====== DATA FOR ANALYSIS
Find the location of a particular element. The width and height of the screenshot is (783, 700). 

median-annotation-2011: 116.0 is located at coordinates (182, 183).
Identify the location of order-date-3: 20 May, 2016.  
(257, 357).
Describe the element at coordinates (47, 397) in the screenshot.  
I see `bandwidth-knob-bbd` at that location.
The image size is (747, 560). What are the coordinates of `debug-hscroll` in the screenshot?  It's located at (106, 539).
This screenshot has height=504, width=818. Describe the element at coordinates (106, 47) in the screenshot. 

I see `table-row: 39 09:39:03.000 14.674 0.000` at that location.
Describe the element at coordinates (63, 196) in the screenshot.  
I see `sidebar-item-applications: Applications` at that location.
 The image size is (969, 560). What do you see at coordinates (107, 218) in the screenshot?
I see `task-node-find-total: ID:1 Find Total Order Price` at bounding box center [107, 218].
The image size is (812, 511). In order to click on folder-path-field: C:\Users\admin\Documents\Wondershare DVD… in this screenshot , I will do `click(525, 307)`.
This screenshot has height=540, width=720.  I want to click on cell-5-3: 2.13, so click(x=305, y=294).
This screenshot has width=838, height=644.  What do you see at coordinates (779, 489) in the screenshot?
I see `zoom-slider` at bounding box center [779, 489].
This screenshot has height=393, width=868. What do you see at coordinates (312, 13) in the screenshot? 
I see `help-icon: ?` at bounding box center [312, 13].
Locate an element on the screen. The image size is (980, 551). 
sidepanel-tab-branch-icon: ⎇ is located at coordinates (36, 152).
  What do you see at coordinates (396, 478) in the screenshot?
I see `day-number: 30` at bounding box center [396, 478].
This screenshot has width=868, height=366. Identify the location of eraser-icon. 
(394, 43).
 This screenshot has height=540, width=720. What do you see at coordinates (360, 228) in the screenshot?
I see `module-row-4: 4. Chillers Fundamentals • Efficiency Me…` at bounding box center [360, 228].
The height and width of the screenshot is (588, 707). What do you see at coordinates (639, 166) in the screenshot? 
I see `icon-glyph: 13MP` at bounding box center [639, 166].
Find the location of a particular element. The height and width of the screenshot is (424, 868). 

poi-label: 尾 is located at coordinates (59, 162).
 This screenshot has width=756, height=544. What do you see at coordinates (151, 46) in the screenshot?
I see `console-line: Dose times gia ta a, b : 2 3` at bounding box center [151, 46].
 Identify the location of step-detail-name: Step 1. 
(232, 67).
============
— YOUR OBJECTIVE —
The data should be written out again in full, exactly as it stands.

— RESULT FOR THIS EXERCISE —
Find the location of a particular element. The width and height of the screenshot is (783, 700). 

median-annotation-2011: 116.0 is located at coordinates (182, 183).
Identify the location of order-date-3: 20 May, 2016.  
(257, 357).
Describe the element at coordinates (47, 397) in the screenshot.  
I see `bandwidth-knob-bbd` at that location.
The image size is (747, 560). What are the coordinates of `debug-hscroll` in the screenshot?  It's located at (106, 539).
This screenshot has height=504, width=818. Describe the element at coordinates (106, 47) in the screenshot. 

I see `table-row: 39 09:39:03.000 14.674 0.000` at that location.
Describe the element at coordinates (63, 196) in the screenshot.  
I see `sidebar-item-applications: Applications` at that location.
 The image size is (969, 560). What do you see at coordinates (107, 218) in the screenshot?
I see `task-node-find-total: ID:1 Find Total Order Price` at bounding box center [107, 218].
The image size is (812, 511). In order to click on folder-path-field: C:\Users\admin\Documents\Wondershare DVD… in this screenshot , I will do `click(525, 307)`.
This screenshot has height=540, width=720.  I want to click on cell-5-3: 2.13, so click(x=305, y=294).
This screenshot has width=838, height=644.  What do you see at coordinates (779, 489) in the screenshot?
I see `zoom-slider` at bounding box center [779, 489].
This screenshot has height=393, width=868. What do you see at coordinates (312, 13) in the screenshot? 
I see `help-icon: ?` at bounding box center [312, 13].
Locate an element on the screen. The image size is (980, 551). 
sidepanel-tab-branch-icon: ⎇ is located at coordinates (36, 152).
  What do you see at coordinates (396, 478) in the screenshot?
I see `day-number: 30` at bounding box center [396, 478].
This screenshot has width=868, height=366. Identify the location of eraser-icon. 
(394, 43).
 This screenshot has height=540, width=720. What do you see at coordinates (360, 228) in the screenshot?
I see `module-row-4: 4. Chillers Fundamentals • Efficiency Me…` at bounding box center [360, 228].
The height and width of the screenshot is (588, 707). What do you see at coordinates (639, 166) in the screenshot? 
I see `icon-glyph: 13MP` at bounding box center [639, 166].
Find the location of a particular element. The height and width of the screenshot is (424, 868). 

poi-label: 尾 is located at coordinates (59, 162).
 This screenshot has width=756, height=544. What do you see at coordinates (151, 46) in the screenshot?
I see `console-line: Dose times gia ta a, b : 2 3` at bounding box center [151, 46].
 Identify the location of step-detail-name: Step 1. 
(232, 67).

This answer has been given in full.